Course dates: 21 July to 28 July 2012
Oil Pastels, Acrylic and Watercolours
Chester Kasnowski trained in traditional art practices and theories has always embraced and practiced contemporary art movements that showed promise and added to the tradition. He has exhibited his art worldwide in one-man as well as group shows since 1968. He works in Oil Pastels, as well a Acrylic painting and Watercolors which result in highly charged still-lifes, figures and landscapes that incorporate contemporary concerns and art-history foundation approaches.
Chester earned degrees from the Dayton Art Institute and Master of Art from Tulane University. Hei has taught art for more than 30 years, lectured, written art reviews, given workshops and was a curator of education at the New Orleans Museum of Art. He has received many awards including a National Endowment for the Arts grant. His works are in numerous private collections as well as museums such as the Museum of Modern Art, NY, the Guggenheim Museum, NY, the Tate Gallery, London and the Stedelijk Museum, Amsterdam. He is listed in Who's Who in American Art.
Chester says: "Each morning is like a blank canvas with a world of colors and shapes waiting to be discovered and translated by painting. My goal as an art teacher is to provide students with art confidence - the confidence to paint anything, anytime. You are an artist as long as you are making art. I set a comfortable, fun and enthusiastic working pace in an atmosphere of open communication. I present techniques, mediums, and art history to provide the students with options that will lead them toward individual interpretations. I often state, 'There are no mistakes making art. There is only the human propensity to lose focus. Thus I paint side by side with students and by example I help them over the hurdles of drifting thoughts to refocus for creating a personal, successful painting.
"I encourage the student to develop and refine the kinship with their technical skills, their ideas and their unique emotional expression. When these three fit together, the art work stands firmly and it will reward the artist. I work to teach the student enough art confidence that when alone in the studio with a blank canvas, no time is wasted before the first color is applied.
"I am forever grateful and honor three important teachers who taught and befriended me: Harold Carney, Meyer Schapiro and James Steven."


To do
Report each line of the data that contains the string "Less".

[Extracts from a graphics dataset]
+ + + + +

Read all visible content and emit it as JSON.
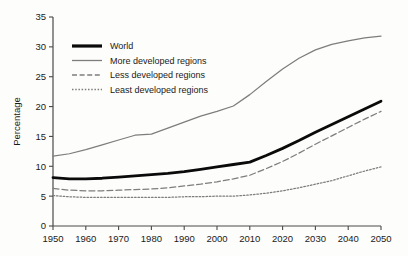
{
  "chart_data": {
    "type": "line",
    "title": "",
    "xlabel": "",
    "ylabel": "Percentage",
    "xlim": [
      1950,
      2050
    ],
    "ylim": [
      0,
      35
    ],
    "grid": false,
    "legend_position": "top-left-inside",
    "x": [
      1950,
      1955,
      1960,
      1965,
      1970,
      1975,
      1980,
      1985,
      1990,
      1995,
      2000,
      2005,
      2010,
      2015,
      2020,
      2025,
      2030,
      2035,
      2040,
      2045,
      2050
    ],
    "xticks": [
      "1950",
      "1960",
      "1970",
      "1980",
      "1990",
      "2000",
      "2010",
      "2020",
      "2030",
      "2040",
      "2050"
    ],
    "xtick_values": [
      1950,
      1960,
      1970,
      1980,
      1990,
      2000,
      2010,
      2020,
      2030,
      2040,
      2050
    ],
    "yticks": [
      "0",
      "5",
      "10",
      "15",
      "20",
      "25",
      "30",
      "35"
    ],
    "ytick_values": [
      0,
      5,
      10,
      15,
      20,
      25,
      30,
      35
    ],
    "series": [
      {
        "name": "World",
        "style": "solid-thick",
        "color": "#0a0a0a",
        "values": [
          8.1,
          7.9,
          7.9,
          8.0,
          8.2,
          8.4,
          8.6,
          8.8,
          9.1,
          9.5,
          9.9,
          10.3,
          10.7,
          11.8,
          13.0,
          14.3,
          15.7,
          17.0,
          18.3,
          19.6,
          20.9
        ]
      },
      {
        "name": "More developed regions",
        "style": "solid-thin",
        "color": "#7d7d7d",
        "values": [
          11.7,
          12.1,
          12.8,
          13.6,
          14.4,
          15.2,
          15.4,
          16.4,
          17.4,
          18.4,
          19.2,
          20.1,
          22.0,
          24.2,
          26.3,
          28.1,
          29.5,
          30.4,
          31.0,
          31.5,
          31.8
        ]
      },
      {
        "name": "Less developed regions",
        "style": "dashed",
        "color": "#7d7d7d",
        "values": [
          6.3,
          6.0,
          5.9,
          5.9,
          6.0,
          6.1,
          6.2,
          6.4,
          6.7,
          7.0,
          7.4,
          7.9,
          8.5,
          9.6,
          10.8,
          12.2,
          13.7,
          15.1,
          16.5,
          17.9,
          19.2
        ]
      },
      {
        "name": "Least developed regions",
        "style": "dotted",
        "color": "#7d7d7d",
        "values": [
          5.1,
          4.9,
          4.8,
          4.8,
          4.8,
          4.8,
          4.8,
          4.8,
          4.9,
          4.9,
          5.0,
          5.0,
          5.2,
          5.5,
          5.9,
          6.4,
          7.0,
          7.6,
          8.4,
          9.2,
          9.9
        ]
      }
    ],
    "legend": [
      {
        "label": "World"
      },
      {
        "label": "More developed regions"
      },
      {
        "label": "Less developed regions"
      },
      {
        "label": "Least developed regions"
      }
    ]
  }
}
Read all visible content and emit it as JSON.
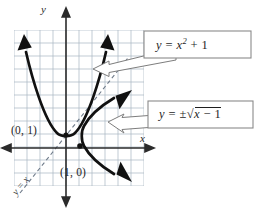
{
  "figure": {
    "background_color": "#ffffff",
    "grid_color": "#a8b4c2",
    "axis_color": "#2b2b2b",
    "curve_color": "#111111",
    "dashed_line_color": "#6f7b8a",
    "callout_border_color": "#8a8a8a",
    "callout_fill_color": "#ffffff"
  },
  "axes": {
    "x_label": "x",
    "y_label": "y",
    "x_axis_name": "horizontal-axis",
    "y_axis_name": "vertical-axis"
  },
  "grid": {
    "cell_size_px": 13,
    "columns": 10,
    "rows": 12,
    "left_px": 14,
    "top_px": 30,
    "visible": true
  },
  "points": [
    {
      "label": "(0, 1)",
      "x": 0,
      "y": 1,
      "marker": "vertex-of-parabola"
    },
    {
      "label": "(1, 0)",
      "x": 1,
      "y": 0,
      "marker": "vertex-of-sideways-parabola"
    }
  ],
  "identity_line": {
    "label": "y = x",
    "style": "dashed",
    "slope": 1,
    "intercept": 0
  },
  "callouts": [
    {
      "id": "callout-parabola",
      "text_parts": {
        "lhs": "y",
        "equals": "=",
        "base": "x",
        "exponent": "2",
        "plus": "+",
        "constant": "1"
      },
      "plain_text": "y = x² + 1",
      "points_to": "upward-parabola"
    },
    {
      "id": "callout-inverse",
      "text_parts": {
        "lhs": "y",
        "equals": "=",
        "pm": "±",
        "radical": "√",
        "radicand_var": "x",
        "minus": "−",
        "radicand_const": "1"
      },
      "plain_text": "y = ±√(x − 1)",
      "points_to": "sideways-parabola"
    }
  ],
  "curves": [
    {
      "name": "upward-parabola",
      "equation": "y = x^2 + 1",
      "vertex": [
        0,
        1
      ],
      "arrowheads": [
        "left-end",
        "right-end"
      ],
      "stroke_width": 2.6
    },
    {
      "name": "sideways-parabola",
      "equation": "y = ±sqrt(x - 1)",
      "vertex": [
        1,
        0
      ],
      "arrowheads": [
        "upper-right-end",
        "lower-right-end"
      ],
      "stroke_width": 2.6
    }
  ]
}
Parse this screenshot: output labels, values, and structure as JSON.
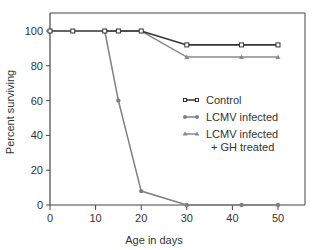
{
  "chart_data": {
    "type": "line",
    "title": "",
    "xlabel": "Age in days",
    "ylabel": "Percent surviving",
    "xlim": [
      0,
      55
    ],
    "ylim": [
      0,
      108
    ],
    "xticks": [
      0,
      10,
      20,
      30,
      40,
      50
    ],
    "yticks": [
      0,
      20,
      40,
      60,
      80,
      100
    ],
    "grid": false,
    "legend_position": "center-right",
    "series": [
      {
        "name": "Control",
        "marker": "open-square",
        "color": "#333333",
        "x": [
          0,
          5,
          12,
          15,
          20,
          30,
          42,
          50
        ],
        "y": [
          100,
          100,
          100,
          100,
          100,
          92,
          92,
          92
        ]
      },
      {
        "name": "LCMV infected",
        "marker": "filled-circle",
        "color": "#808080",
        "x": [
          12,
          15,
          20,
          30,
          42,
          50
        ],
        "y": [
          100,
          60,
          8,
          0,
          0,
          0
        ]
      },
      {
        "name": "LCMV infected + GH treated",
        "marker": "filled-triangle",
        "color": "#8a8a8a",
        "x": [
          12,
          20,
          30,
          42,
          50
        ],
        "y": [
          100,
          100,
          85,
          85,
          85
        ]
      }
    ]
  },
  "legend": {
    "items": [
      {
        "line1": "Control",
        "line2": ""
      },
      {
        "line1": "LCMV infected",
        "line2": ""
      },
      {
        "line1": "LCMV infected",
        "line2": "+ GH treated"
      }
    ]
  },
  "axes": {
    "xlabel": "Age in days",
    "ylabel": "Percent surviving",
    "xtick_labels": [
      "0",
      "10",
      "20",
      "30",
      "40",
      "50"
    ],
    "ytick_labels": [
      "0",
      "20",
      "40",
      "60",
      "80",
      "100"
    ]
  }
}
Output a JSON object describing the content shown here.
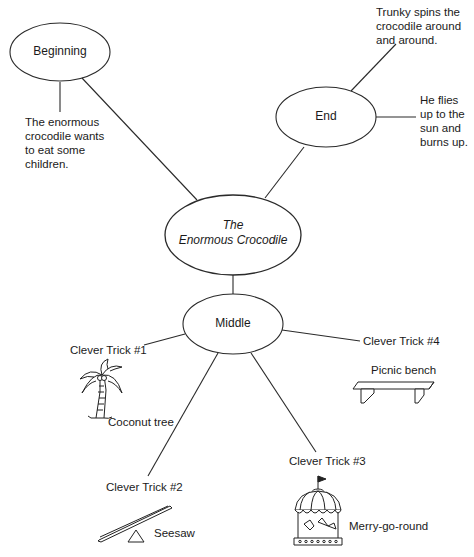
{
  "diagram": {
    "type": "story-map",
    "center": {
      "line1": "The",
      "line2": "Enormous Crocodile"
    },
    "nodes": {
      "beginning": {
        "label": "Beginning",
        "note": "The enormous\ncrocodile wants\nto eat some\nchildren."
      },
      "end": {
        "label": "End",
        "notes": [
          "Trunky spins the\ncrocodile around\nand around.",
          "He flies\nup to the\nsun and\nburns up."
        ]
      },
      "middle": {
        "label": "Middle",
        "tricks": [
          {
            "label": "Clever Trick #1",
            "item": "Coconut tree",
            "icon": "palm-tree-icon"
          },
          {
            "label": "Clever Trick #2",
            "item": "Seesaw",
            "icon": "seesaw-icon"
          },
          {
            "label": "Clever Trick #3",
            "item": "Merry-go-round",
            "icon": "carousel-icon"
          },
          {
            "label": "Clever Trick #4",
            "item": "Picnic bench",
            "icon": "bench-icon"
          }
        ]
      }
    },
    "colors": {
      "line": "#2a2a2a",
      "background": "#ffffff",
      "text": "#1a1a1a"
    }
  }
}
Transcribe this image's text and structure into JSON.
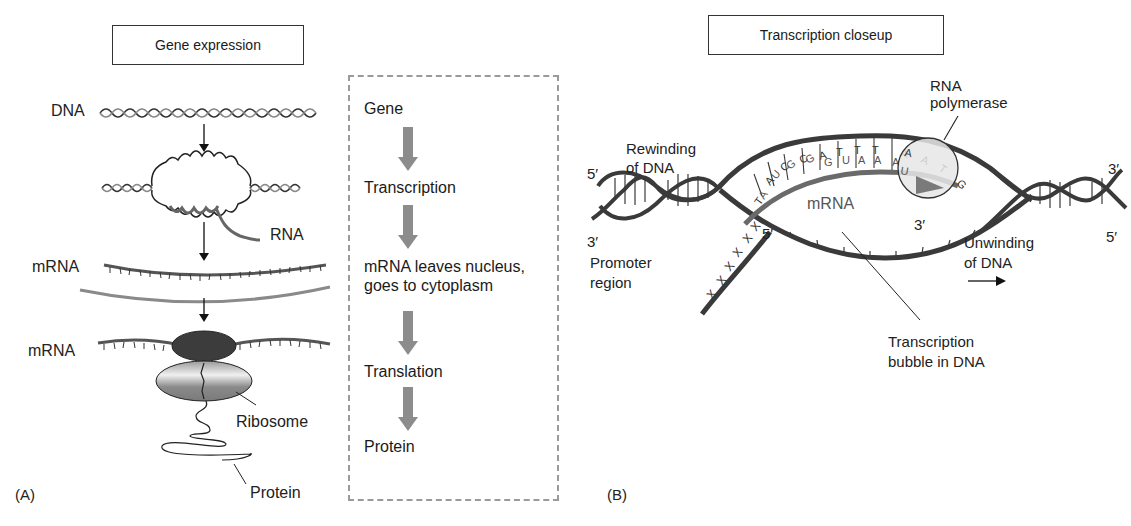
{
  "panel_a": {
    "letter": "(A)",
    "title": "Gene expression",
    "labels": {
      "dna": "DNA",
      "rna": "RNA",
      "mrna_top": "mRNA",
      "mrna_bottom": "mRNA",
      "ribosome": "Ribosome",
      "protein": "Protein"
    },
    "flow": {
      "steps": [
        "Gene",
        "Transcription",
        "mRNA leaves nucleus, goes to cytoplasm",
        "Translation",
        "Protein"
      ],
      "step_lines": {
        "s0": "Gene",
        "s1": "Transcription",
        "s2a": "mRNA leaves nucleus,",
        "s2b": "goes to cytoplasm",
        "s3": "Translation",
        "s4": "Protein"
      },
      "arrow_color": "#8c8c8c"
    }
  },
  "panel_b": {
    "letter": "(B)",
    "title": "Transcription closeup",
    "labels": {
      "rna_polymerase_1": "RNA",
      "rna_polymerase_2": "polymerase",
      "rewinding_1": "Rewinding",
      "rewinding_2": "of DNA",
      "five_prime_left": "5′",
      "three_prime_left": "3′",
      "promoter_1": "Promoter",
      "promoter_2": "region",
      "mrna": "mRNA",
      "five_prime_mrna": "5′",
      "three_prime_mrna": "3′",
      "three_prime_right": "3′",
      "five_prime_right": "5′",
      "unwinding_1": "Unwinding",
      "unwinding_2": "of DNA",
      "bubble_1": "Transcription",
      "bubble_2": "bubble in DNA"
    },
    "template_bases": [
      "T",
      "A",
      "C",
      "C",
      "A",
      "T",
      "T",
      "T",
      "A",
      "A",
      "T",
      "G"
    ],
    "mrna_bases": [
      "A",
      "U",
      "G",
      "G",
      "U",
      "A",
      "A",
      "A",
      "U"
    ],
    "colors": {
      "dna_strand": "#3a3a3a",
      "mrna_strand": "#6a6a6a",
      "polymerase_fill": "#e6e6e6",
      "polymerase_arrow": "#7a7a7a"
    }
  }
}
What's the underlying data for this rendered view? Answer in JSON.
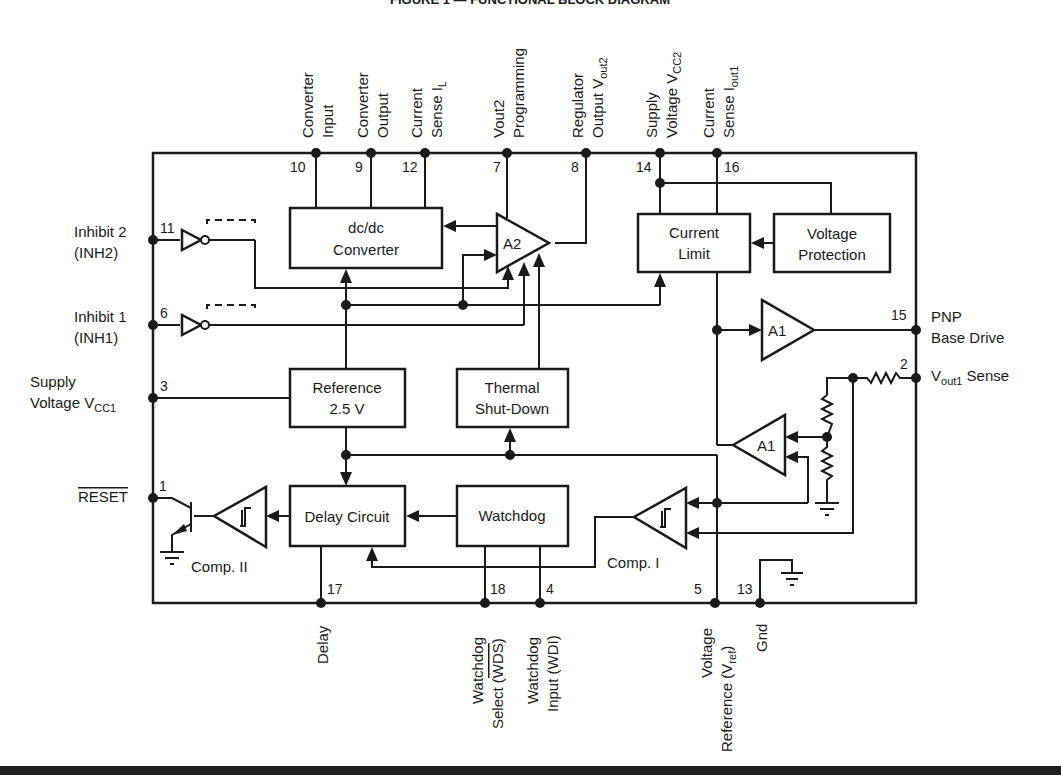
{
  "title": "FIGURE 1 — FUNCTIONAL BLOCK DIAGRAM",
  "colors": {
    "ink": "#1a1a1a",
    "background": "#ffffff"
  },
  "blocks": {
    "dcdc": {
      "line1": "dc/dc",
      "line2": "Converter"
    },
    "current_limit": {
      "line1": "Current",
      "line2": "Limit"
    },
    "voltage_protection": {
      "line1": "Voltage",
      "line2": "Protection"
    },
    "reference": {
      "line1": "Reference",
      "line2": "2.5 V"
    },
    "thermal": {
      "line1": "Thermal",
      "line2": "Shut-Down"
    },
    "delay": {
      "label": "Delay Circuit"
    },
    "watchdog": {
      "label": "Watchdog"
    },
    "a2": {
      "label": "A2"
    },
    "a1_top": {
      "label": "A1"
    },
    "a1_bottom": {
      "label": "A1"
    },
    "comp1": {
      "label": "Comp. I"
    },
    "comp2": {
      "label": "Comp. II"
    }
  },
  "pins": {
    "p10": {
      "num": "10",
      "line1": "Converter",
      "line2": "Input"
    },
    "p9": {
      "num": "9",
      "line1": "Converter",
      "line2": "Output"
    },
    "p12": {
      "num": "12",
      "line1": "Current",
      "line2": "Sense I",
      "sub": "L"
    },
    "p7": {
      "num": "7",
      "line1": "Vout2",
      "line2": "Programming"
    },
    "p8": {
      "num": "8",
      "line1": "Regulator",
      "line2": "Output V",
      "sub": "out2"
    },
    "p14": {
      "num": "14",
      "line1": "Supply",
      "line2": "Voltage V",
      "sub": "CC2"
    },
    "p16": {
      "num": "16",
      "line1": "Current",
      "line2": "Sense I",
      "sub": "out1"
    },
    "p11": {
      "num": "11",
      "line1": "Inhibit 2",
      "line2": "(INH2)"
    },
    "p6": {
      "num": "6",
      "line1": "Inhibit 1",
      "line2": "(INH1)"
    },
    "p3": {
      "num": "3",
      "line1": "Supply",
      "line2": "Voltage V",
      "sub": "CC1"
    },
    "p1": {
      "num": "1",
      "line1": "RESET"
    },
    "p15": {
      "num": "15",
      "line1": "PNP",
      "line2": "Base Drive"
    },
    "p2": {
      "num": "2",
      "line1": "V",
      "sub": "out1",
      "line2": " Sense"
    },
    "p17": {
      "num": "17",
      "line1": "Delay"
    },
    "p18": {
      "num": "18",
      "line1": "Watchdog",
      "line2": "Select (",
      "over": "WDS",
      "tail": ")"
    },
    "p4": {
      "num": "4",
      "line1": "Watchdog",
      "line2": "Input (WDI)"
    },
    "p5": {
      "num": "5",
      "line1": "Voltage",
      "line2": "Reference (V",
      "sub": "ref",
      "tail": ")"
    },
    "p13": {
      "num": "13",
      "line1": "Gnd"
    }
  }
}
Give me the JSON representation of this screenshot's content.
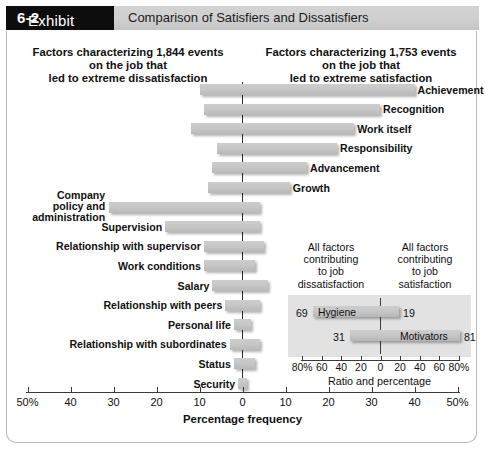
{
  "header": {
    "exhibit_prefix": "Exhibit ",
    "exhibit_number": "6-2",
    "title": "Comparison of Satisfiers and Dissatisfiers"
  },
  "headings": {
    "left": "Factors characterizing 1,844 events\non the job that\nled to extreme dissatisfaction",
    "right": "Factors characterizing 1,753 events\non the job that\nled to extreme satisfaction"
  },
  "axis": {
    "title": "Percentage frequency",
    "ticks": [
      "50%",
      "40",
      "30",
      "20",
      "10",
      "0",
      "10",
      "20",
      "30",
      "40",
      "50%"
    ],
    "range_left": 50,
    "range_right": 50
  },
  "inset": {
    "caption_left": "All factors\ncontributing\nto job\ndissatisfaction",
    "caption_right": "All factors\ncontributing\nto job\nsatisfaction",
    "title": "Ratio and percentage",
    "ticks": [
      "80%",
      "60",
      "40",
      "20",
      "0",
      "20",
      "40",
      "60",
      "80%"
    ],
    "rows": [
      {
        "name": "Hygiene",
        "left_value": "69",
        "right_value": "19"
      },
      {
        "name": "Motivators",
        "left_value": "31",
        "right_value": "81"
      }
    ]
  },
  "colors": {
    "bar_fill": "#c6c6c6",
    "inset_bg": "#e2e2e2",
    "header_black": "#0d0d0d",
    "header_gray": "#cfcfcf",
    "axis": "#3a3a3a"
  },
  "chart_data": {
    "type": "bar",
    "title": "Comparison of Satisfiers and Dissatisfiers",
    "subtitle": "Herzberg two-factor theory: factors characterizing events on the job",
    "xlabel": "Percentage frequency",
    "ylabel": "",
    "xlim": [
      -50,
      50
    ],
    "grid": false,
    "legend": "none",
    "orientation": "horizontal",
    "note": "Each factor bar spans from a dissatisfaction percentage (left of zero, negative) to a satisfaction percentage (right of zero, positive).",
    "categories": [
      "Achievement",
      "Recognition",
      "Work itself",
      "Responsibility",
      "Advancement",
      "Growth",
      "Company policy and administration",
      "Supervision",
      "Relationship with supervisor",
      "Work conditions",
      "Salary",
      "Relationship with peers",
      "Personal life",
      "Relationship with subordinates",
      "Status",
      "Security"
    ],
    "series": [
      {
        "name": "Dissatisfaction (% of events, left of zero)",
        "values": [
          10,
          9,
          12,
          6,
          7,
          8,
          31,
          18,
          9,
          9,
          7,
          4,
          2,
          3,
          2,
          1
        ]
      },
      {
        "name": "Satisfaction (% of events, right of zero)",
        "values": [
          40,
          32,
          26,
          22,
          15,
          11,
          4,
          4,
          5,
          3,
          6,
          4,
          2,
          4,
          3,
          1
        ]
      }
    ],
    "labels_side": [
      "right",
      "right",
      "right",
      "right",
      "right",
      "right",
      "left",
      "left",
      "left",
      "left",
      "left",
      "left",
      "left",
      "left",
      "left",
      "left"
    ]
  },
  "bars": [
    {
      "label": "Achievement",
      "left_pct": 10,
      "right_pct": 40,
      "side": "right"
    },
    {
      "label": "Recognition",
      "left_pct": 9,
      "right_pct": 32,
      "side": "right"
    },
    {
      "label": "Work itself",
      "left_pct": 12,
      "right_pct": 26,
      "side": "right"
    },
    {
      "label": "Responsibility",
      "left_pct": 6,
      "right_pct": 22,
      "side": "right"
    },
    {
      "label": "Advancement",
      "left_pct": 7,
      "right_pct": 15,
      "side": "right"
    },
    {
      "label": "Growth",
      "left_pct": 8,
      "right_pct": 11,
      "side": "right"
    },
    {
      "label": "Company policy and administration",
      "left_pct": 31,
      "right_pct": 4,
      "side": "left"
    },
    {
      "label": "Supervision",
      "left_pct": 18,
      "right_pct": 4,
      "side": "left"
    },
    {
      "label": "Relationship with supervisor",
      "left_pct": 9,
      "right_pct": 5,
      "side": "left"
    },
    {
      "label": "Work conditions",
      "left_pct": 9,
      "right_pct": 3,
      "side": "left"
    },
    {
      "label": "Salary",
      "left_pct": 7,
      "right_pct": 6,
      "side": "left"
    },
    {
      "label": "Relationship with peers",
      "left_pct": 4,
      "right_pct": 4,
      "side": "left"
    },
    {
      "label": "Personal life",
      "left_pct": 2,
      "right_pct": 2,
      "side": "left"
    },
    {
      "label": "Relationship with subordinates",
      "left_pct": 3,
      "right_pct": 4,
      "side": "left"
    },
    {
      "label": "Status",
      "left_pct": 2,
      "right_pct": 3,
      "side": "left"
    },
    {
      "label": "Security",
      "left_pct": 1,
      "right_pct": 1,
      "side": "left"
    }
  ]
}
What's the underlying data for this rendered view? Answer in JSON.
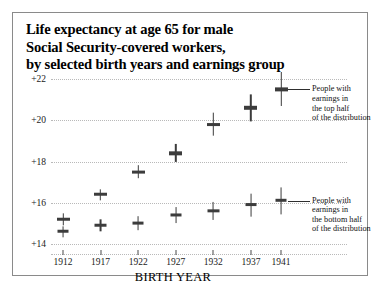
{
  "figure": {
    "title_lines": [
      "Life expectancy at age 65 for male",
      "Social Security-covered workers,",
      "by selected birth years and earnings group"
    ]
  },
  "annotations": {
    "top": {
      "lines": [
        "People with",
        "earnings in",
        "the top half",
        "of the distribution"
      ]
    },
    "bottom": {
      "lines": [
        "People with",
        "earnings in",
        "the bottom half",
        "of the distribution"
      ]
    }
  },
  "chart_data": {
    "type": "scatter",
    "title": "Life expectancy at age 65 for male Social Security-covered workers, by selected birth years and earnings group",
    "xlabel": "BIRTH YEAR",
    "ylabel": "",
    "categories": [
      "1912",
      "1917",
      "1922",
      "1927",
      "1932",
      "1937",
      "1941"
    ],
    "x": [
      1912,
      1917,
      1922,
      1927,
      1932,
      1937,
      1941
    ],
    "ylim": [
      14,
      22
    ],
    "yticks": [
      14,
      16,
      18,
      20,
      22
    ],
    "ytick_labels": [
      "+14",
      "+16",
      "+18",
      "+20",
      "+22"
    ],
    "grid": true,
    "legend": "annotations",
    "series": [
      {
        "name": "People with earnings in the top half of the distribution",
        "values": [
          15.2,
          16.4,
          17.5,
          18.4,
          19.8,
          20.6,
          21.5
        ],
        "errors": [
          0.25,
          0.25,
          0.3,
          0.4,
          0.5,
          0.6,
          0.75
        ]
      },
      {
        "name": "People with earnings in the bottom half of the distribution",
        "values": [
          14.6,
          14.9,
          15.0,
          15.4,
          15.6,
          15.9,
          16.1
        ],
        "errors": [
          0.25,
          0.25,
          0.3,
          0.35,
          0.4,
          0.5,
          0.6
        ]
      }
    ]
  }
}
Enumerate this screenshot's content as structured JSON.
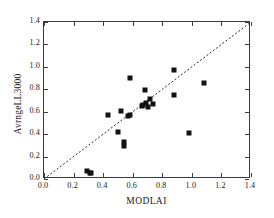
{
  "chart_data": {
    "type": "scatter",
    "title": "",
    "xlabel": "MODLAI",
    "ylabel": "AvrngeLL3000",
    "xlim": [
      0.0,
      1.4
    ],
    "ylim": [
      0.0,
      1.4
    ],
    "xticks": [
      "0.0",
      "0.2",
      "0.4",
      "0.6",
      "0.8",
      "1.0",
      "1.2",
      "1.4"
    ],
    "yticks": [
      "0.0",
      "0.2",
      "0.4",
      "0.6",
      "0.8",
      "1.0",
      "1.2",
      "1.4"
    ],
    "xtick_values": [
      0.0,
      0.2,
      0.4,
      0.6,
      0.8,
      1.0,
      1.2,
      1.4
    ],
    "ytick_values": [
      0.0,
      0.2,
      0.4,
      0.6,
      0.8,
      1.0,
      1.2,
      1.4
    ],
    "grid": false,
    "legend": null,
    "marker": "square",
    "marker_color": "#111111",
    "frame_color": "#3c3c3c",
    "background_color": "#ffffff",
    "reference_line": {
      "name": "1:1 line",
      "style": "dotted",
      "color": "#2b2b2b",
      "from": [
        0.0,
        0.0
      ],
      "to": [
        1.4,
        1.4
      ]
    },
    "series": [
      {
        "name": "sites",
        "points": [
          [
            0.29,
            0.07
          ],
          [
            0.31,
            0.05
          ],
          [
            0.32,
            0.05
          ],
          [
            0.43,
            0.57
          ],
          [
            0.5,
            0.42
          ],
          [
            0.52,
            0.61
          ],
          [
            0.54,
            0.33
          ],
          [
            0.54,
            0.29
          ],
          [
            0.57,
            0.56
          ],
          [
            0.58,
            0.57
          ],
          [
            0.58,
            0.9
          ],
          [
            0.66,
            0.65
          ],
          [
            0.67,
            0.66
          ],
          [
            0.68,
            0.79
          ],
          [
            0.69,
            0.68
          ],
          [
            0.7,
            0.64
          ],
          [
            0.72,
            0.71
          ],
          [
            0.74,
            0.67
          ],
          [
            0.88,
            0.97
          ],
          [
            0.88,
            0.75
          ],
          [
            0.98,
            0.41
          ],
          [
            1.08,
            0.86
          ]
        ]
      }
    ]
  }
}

+ + + + +

Task output
        "name": "Less developed regions",
        "label": "Less developed regions"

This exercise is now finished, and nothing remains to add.